Absorbed in the contemplation of this honorable alliance, Jabel took out his account-book and absently cast up the additions, and so the long delay at Baltimore caused no remarks and the landscapes slipped by until, like the sharp oval of a colossal egg, the dome of the Capitol arose above the vacant lots of the suburbs of Washington.

A tall, handsome, manly gentleman in citizen black, standing expectantly on the platform of the station, came up and greeted MacNair with the word,

"Arthur!"

"Elk!"

And the brothers, legislator and soldier, stood contrasted as they clasped hands with the fondness of orphans of the same blood. They had no superficial resemblances, Arthur being small, clerical, freckled, and red-haired, with a staid face and dress and a stunted, ill-fed look, like the growth of an ungracious soil; Elk, straight and tall, with the breeding and clothing of a metropolitan man, with black eyes and black hair and a small "imperial" goatee upon his nether lip; with an adventurous nature and experience giving intonation to his regular face, and the lights and contrasts of youth, command, valor, sentiment, and professional a.s.sociations adding such distinction that every lady pa.s.senger going by looked at him, even in the din of a depot, with admiration.

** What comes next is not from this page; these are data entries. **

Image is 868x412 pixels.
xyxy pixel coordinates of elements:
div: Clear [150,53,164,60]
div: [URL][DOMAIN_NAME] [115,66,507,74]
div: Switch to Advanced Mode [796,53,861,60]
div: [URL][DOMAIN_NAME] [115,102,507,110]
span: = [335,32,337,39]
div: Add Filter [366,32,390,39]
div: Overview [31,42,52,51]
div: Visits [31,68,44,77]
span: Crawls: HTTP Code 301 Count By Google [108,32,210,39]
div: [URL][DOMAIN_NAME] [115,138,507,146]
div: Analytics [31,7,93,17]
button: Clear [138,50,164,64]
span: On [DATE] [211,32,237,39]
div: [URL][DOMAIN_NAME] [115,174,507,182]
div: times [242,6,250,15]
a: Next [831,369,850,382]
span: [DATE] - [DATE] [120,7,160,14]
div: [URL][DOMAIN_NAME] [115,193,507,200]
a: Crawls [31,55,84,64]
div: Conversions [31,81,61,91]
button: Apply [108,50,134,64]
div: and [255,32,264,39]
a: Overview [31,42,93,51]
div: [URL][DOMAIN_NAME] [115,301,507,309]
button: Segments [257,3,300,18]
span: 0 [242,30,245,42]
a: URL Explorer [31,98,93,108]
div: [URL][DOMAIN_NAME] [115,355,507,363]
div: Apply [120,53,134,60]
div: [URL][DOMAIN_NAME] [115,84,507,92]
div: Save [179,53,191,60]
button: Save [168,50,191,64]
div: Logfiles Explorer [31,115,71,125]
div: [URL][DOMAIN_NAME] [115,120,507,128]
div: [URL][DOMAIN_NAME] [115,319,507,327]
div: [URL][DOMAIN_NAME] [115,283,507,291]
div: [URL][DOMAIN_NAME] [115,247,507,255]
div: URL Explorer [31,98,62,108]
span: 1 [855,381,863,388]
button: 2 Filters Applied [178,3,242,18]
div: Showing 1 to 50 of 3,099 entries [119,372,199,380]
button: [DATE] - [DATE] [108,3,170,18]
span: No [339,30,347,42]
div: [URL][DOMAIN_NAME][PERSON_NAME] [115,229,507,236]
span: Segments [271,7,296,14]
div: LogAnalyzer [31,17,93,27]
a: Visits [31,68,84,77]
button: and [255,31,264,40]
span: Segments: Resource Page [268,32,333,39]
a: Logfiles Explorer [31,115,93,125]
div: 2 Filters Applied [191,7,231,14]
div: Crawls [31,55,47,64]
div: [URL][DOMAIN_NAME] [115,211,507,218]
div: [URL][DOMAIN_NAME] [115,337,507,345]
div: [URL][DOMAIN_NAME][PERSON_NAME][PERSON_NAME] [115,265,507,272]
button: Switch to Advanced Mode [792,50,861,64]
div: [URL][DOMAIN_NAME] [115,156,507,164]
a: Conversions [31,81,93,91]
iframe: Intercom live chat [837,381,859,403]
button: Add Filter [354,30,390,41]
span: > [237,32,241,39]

To Jabel Blake, who came up lugging an ancient and large carpet-bag, and who repelled every urchin who wanted the job of carrying it, Elk MacNair spoke cordially but without enthusiasm.

"Jabel," he said, "if I hear you growl about money as long as you are here, I'll take you up to the Capitol and lose you among the coal-holes."

"It took many a grunt to make the money," said Jabel Blake, "and it's natural to growl at the loss of it."

By this time they had come to the street, and there in a livery barouche were the superb broad shoulders, fringed from above with fleece-white hair, of Judge Dunlevy. Health, wisdom, and hale, honorable age were expressed attributes of his body and face, and by his side, the flower of n.o.ble womanhood, sat Catharine, his child, worthy of her parentage. Both of them welcomed Arthur MacNair with that respectful warmth which acknowledged the nearness of his relationship to the approaching nuptials, and the Judge said:

"Great credit to Jabel Blake as a representative citizen, in that his eyes have seen the glory of these fine boys, to whom he has been so fast a friend!"

Jabel's gla.s.sy eyes shone, and his mouth unclosed like a smile in a fossil pair of jaws.

"It's the nighest I ever come to being paid for my investment in Arty and Elk," he said, "to get sech a compliment from Judge Dunlevy! They _are_ good boys, though they've cost me a powerful lot, and I hope they'll save their money, stick to their church, and never forgit Ross Valley, which claims the honor of a buildin' 'em up."

"Get up here, Jabel, and ride!" cried Elk. "Remember that coal-hole, old man!"